Task objective –
Your task is to transcribe the entries exactly.

Task input –

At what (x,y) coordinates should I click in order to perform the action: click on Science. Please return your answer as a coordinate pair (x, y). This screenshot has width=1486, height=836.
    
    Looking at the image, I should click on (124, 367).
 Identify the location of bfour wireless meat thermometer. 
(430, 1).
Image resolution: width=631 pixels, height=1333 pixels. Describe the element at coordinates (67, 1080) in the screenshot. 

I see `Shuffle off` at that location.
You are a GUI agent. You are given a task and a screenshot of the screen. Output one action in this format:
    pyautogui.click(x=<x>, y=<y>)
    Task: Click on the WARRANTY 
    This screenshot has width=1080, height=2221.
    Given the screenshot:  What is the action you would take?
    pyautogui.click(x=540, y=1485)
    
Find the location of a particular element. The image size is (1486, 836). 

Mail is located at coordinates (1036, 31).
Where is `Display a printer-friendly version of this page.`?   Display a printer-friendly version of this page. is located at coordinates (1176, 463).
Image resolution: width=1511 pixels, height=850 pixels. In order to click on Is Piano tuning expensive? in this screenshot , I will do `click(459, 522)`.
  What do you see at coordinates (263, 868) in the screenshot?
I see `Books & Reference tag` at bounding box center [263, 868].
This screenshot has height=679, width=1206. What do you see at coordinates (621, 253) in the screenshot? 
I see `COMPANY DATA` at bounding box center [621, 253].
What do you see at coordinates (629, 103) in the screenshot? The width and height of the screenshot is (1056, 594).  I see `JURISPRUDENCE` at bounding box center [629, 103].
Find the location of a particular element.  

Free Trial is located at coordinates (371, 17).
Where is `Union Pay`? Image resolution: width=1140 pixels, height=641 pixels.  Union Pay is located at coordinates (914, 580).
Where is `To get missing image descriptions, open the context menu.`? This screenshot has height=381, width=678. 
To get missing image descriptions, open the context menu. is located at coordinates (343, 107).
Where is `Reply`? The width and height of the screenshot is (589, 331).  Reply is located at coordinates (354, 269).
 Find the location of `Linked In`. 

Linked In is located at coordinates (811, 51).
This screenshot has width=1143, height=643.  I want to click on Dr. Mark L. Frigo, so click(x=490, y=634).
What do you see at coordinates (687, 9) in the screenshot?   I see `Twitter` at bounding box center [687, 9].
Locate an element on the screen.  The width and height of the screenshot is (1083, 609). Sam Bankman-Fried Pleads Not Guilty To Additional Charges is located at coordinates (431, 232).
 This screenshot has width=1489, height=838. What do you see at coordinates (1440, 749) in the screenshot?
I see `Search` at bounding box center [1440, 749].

Exercise result –
At what (x,y) coordinates should I click in order to perform the action: click on Science. Please return your answer as a coordinate pair (x, y). This screenshot has width=1486, height=836.
    
    Looking at the image, I should click on (124, 367).
 Identify the location of bfour wireless meat thermometer. 
(430, 1).
Image resolution: width=631 pixels, height=1333 pixels. Describe the element at coordinates (67, 1080) in the screenshot. 

I see `Shuffle off` at that location.
You are a GUI agent. You are given a task and a screenshot of the screen. Output one action in this format:
    pyautogui.click(x=<x>, y=<y>)
    Task: Click on the WARRANTY 
    This screenshot has width=1080, height=2221.
    Given the screenshot:  What is the action you would take?
    pyautogui.click(x=540, y=1485)
    
Find the location of a particular element. The image size is (1486, 836). 

Mail is located at coordinates (1036, 31).
Where is `Display a printer-friendly version of this page.`?   Display a printer-friendly version of this page. is located at coordinates (1176, 463).
Image resolution: width=1511 pixels, height=850 pixels. In order to click on Is Piano tuning expensive? in this screenshot , I will do `click(459, 522)`.
  What do you see at coordinates (263, 868) in the screenshot?
I see `Books & Reference tag` at bounding box center [263, 868].
This screenshot has height=679, width=1206. What do you see at coordinates (621, 253) in the screenshot? 
I see `COMPANY DATA` at bounding box center [621, 253].
What do you see at coordinates (629, 103) in the screenshot? The width and height of the screenshot is (1056, 594).  I see `JURISPRUDENCE` at bounding box center [629, 103].
Find the location of a particular element.  

Free Trial is located at coordinates (371, 17).
Where is `Union Pay`? Image resolution: width=1140 pixels, height=641 pixels.  Union Pay is located at coordinates (914, 580).
Where is `To get missing image descriptions, open the context menu.`? This screenshot has height=381, width=678. 
To get missing image descriptions, open the context menu. is located at coordinates (343, 107).
Where is `Reply`? The width and height of the screenshot is (589, 331).  Reply is located at coordinates (354, 269).
 Find the location of `Linked In`. 

Linked In is located at coordinates (811, 51).
This screenshot has width=1143, height=643.  I want to click on Dr. Mark L. Frigo, so click(x=490, y=634).
What do you see at coordinates (687, 9) in the screenshot?   I see `Twitter` at bounding box center [687, 9].
Locate an element on the screen.  The width and height of the screenshot is (1083, 609). Sam Bankman-Fried Pleads Not Guilty To Additional Charges is located at coordinates (431, 232).
 This screenshot has width=1489, height=838. What do you see at coordinates (1440, 749) in the screenshot?
I see `Search` at bounding box center [1440, 749].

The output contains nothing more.